September Swoon Hits Ferrous Pricing

Prices riding steep hill down from early summer peaks.

Ferrous scrap recyclers have been receiving significantly lower bids for their scrap iron and steel as the post-Labor Day market takes shape.

 

Recyclers in different parts of the country are reporting that mills are offering from $150 to $280 less per ton, depending on the grade of scrap.

 

Scrap shippers who held off from selling right after the Labor Day holiday generally did themselves no favors, as mills only came back with offers later in the week that were even lower than their first offers.

 

 “Sales are definitely being made at these lower price levels,” says one recycler in the Midwest.”Every hour you waited, the price would get weaker—it would drop an extra $10 or $20 every hour,” he says of the days following Labor Day.

 

However, a recycler interviewed on Sept. 9 says that mills that came back into the market the week of Sept. 8 began offering a few dollars more per ton. “Mill buyers told us they were going to come back into the market on Sept. 8, and indeed they did,” says the recycler, based in the South. “And they came back in a little bit stronger than initially indicated; I think they met some price resistance with their lowest offers.”

 

Another recycler reports prices received for #1 HMS in the $300 per ton range, down significantly from average pricing above $500 per ton in the late spring and early summer.

 

Prices being paid for prompt grades of scrap dropped even faster than those for obsolete grades, as an historically wide gap between the grades appears to be finally closing. “The gap was way too wide,” says one recycler, referring to a price difference of nearly $400 per ton that developed between #1 HMS scrap and prompt industrial grades, as measured by the July and August RMDAS figures compiled by Management Science Associates Inc. (MSA).

 

Factors being pointed to for the lower pricing include a continued weakness in overseas demand for America’s ferrous scrap; slower melting schedules at North American steel mills; and a healthy supply of ferrous scrap at processing facilities that is allowing mills to comparison shop extensively on the spot market.

 

The Southern recycler reports that Turkish buys off of the East Coast have been coming in at around $360 per ton FAS for shredded scrap.
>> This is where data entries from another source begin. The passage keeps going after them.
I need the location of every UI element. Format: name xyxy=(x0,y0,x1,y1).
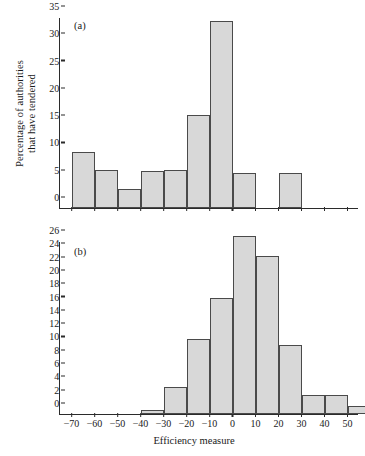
y-tick-mark xyxy=(61,389,65,390)
bar xyxy=(302,395,325,414)
x-tick-a-12: 50 xyxy=(343,208,353,223)
x-tick-a-10: 30 xyxy=(297,208,307,223)
bar xyxy=(95,170,118,208)
x-tick-a-2: −50 xyxy=(110,208,126,223)
x-tick-a-9: 20 xyxy=(274,208,284,223)
figure-histograms: Percentage of authorities that have tend… xyxy=(0,0,365,456)
y-tick-a-6: 30 xyxy=(49,28,60,39)
y-tick-mark xyxy=(61,229,65,230)
x-tick-a-3: −40 xyxy=(133,208,149,223)
y-tick-label: 6 xyxy=(54,358,61,369)
y-tick-label: 25 xyxy=(49,55,61,66)
x-tick-label: 30 xyxy=(297,417,307,429)
y-tick-mark xyxy=(61,87,65,88)
bar xyxy=(210,298,233,414)
y-tick-mark xyxy=(61,349,65,350)
x-tick-b-12: 50 xyxy=(343,414,353,429)
x-tick-b-7: 0 xyxy=(230,414,235,429)
plot-area-b: (b) 02468101214161820222426−70−60−50−40−… xyxy=(59,242,358,415)
y-tick-mark xyxy=(61,376,65,377)
y-tick-mark xyxy=(61,169,65,170)
bar xyxy=(210,21,233,208)
y-tick-label: 22 xyxy=(49,251,61,262)
bar xyxy=(72,152,95,208)
x-tick-b-5: −20 xyxy=(179,414,195,429)
y-tick-mark xyxy=(61,323,65,324)
x-tick-label: 40 xyxy=(320,417,330,429)
y-tick-label: 35 xyxy=(49,1,61,12)
bar xyxy=(325,395,348,414)
y-tick-mark xyxy=(61,362,65,363)
y-axis-label-a: Percentage of authorities that have tend… xyxy=(14,18,37,209)
panel-tag-a: (a) xyxy=(74,20,86,31)
y-tick-b-11: 22 xyxy=(49,251,60,262)
y-tick-mark xyxy=(61,309,65,310)
y-tick-mark xyxy=(61,296,65,297)
x-tick-b-11: 40 xyxy=(320,414,330,429)
bar xyxy=(164,387,187,414)
y-tick-mark xyxy=(61,243,65,244)
bar xyxy=(348,406,365,414)
y-tick-label: 4 xyxy=(54,371,61,382)
bar xyxy=(279,345,302,414)
y-tick-a-7: 35 xyxy=(49,1,60,12)
y-tick-b-12: 24 xyxy=(49,238,60,249)
y-tick-mark xyxy=(61,269,65,270)
bar xyxy=(118,189,141,208)
x-tick-a-6: −10 xyxy=(202,208,218,223)
y-tick-label: 26 xyxy=(49,225,61,236)
x-tick-label: 50 xyxy=(343,417,353,429)
plot-area-a: (a) 05101520253035−70−60−50−40−30−20−100… xyxy=(59,18,358,209)
y-tick-label: 16 xyxy=(49,291,61,302)
bar xyxy=(233,236,256,414)
y-tick-b-8: 16 xyxy=(49,291,60,302)
y-tick-label: 24 xyxy=(49,238,61,249)
y-tick-b-6: 12 xyxy=(49,318,60,329)
panel-a: Percentage of authorities that have tend… xyxy=(0,0,365,228)
y-tick-a-2: 10 xyxy=(49,137,60,148)
x-tick-b-0: −70 xyxy=(64,414,80,429)
y-tick-label: 18 xyxy=(49,278,61,289)
y-tick-b-3: 6 xyxy=(54,358,60,369)
x-tick-a-5: −20 xyxy=(179,208,195,223)
x-tick-label: −20 xyxy=(179,417,195,429)
x-tick-a-7: 0 xyxy=(230,208,235,223)
y-tick-label: 0 xyxy=(54,398,61,409)
y-tick-label: 20 xyxy=(49,82,61,93)
bar xyxy=(233,173,256,208)
x-tick-b-8: 10 xyxy=(251,414,261,429)
y-tick-label: 8 xyxy=(54,344,61,355)
x-tick-mark xyxy=(324,207,325,211)
y-tick-label: 15 xyxy=(49,110,61,121)
x-tick-a-0: −70 xyxy=(64,208,80,223)
y-tick-a-5: 25 xyxy=(49,55,60,66)
x-tick-a-11: 40 xyxy=(320,208,330,223)
y-tick-mark xyxy=(61,33,65,34)
y-tick-b-0: 0 xyxy=(54,398,60,409)
y-tick-b-13: 26 xyxy=(49,225,60,236)
x-tick-a-1: −60 xyxy=(87,208,103,223)
bar xyxy=(164,170,187,208)
y-tick-b-10: 20 xyxy=(49,264,60,275)
y-tick-b-2: 4 xyxy=(54,371,60,382)
x-tick-label: 20 xyxy=(274,417,284,429)
bar xyxy=(187,339,210,414)
y-tick-mark xyxy=(61,256,65,257)
x-tick-b-9: 20 xyxy=(274,414,284,429)
y-tick-mark xyxy=(61,402,65,403)
bar xyxy=(256,256,279,414)
bar xyxy=(141,171,164,208)
x-tick-label: −50 xyxy=(110,417,126,429)
y-tick-a-3: 15 xyxy=(49,110,60,121)
y-tick-mark xyxy=(61,142,65,143)
y-tick-mark xyxy=(61,336,65,337)
y-tick-a-4: 20 xyxy=(49,82,60,93)
x-tick-label: −30 xyxy=(156,417,172,429)
y-tick-mark xyxy=(61,60,65,61)
y-tick-label: 30 xyxy=(49,28,61,39)
x-tick-a-8: 10 xyxy=(251,208,261,223)
x-tick-b-1: −60 xyxy=(87,414,103,429)
y-tick-b-1: 2 xyxy=(54,384,60,395)
x-tick-label: −40 xyxy=(133,417,149,429)
y-tick-mark xyxy=(61,283,65,284)
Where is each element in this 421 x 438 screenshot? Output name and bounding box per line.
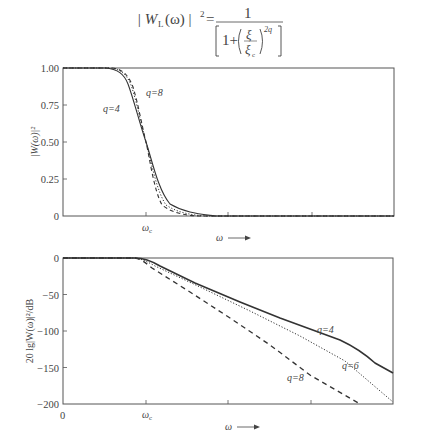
plot2-label-q8: q=8	[287, 372, 304, 383]
plot1-curve-q8	[63, 68, 394, 216]
plot2-ytick: −150	[37, 363, 59, 374]
arrow-icon	[228, 236, 251, 241]
plot1-ytick: 1.00	[41, 63, 59, 74]
plot2-xtick-wc: ω	[142, 409, 149, 420]
plot1-ytick: 0.75	[41, 100, 59, 111]
arrow-icon	[237, 425, 260, 430]
plot2-ylabel: 20 lg|W(ω)|²/dB	[24, 298, 36, 363]
plot1-xtick-wc: ω	[142, 222, 149, 233]
plot2-x0-label: 0	[60, 410, 65, 421]
plot1-curve-q6	[63, 68, 394, 216]
plot2-ytick: −50	[43, 290, 59, 301]
magnitude-plot: 1.00 0.75 0.50 0.25 0 |W(ω)|² ω c ω q=4 …	[29, 63, 394, 243]
plot2-ytick: −100	[37, 326, 59, 337]
plot1-ytick: 0	[54, 211, 59, 222]
plot2-xaxis-label: ω	[225, 421, 232, 432]
plot2-curve-q4	[63, 258, 393, 373]
charts: 1.00 0.75 0.50 0.25 0 |W(ω)|² ω c ω q=4 …	[0, 0, 421, 438]
plot2-curve-q6	[63, 258, 393, 402]
plot1-xaxis-label: ω	[216, 232, 223, 243]
plot2-label-q6: q=6	[342, 360, 359, 371]
plot1-frame	[63, 68, 394, 216]
plot2-label-q4: q=4	[317, 324, 334, 335]
svg-text:c: c	[149, 227, 152, 235]
plot2-ytick: 0	[54, 253, 59, 264]
plot1-ytick: 0.50	[41, 137, 59, 148]
svg-text:c: c	[149, 414, 152, 422]
plot1-label-q4: q=4	[103, 103, 120, 114]
plot2-frame	[63, 258, 393, 404]
db-plot: 0 −50 −100 −150 −200 20 lg|W(ω)|²/dB 0 ω…	[24, 253, 393, 432]
plot1-ylabel: |W(ω)|²	[29, 126, 41, 158]
plot2-ytick: −200	[37, 399, 59, 410]
plot1-label-q8: q=8	[146, 87, 163, 98]
plot1-curve-q4	[63, 68, 394, 216]
plot1-ytick: 0.25	[41, 174, 59, 185]
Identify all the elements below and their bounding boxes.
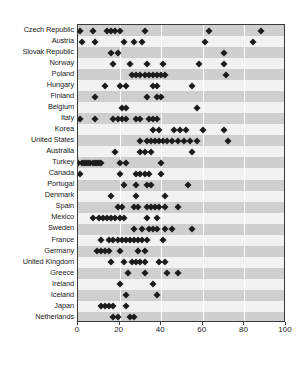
x-axis-tick bbox=[119, 322, 120, 325]
y-axis-label-japan: Japan bbox=[0, 302, 74, 309]
row-band bbox=[78, 69, 284, 80]
y-axis-label-ireland: Ireland bbox=[0, 280, 74, 287]
y-axis-label-czech-republic: Czech Republic bbox=[0, 26, 74, 33]
y-axis-label-australia: Australia bbox=[0, 147, 74, 154]
row-band bbox=[78, 91, 284, 102]
y-axis-label-korea: Korea bbox=[0, 125, 74, 132]
y-axis-label-mexico: Mexico bbox=[0, 213, 74, 220]
x-axis-tick-label: 20 bbox=[114, 326, 123, 334]
y-axis-label-netherlands: Netherlands bbox=[0, 313, 74, 320]
y-axis-label-france: France bbox=[0, 236, 74, 243]
y-axis-label-italy: Italy bbox=[0, 114, 74, 121]
x-axis-tick-label: 80 bbox=[239, 326, 248, 334]
x-axis-tick-label: 0 bbox=[75, 326, 79, 334]
y-axis-category-labels: Czech RepublicAustriaSlovak RepublicNorw… bbox=[0, 24, 74, 322]
gridline bbox=[203, 25, 204, 321]
y-axis-label-turkey: Turkey bbox=[0, 158, 74, 165]
x-axis-tick bbox=[243, 322, 244, 325]
y-axis-label-poland: Poland bbox=[0, 70, 74, 77]
y-axis-label-united-kingdom: United Kingdom bbox=[0, 258, 74, 265]
x-axis-tick bbox=[160, 322, 161, 325]
gridline bbox=[244, 25, 245, 321]
x-axis-tick-label: 60 bbox=[197, 326, 206, 334]
row-band bbox=[78, 102, 284, 113]
row-band bbox=[78, 224, 284, 235]
row-band bbox=[78, 146, 284, 157]
x-axis-tick bbox=[77, 322, 78, 325]
row-band bbox=[78, 80, 284, 91]
y-axis-label-canada: Canada bbox=[0, 169, 74, 176]
y-axis-label-finland: Finland bbox=[0, 92, 74, 99]
y-axis-label-hungary: Hungary bbox=[0, 81, 74, 88]
y-axis-label-greece: Greece bbox=[0, 269, 74, 276]
y-axis-label-iceland: Iceland bbox=[0, 291, 74, 298]
y-axis-label-portugal: Portugal bbox=[0, 180, 74, 187]
x-axis-tick bbox=[285, 322, 286, 325]
row-band bbox=[78, 168, 284, 179]
x-axis-tick-label: 100 bbox=[278, 326, 291, 334]
dot-plot-chart: Czech RepublicAustriaSlovak RepublicNorw… bbox=[0, 0, 299, 365]
y-axis-label-sweden: Sweden bbox=[0, 224, 74, 231]
y-axis-label-spain: Spain bbox=[0, 202, 74, 209]
x-axis-tick-labels: 020406080100 bbox=[0, 326, 299, 340]
y-axis-label-slovak-republic: Slovak Republic bbox=[0, 48, 74, 55]
y-axis-label-denmark: Denmark bbox=[0, 191, 74, 198]
y-axis-label-norway: Norway bbox=[0, 59, 74, 66]
x-axis-tick-label: 40 bbox=[156, 326, 165, 334]
y-axis-label-belgium: Belgium bbox=[0, 103, 74, 110]
row-band bbox=[78, 180, 284, 191]
y-axis-label-united-states: United States bbox=[0, 136, 74, 143]
row-band bbox=[78, 279, 284, 290]
y-axis-label-austria: Austria bbox=[0, 37, 74, 44]
row-band bbox=[78, 290, 284, 301]
row-band bbox=[78, 157, 284, 168]
plot-area bbox=[77, 24, 285, 322]
y-axis-label-germany: Germany bbox=[0, 247, 74, 254]
x-axis-tick bbox=[202, 322, 203, 325]
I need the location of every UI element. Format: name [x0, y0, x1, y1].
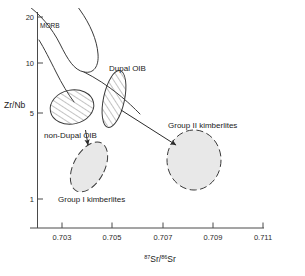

Those orders remain less frequent compared to earlier in the year, however.

 

The recycler speculates that construction projects in the Middle East may be running into cost overruns, tempering the building boom in a part of the world that is largely served by Turkish mills.

 

Figures from the American Iron and Steel Institute have indicated domestic mills operating at an 87 to 89 percent capacity throughout 2008, but the Southern recycler believes North American mills have begun ratcheting down their melting schedules. “From what I hear from mills, they have cut back their production rates by about 6 percent, down to an 83 to 84 percent range.”

 

Prices being paid for finished steel are also dropping, including prices for rebar steel. However, rebar pricing remains stable in China, and steelmaker Nucor Corp. has sufficient confidence in the market to restart the Kingman, Ariz., facility it acquired from the former North Star Steel to begin rolling operations to produce rebar and steel wire.

 

Developments in the steel industry as summer turns to fall will be watched closely, as a restart in industrial activity could put a halt to the scrap pricing skid. On the other hand, if steel mill order books do not start thickening up, recyclers may find themselves continuing to sell into a market that is weaker than the one in the first half of 2008.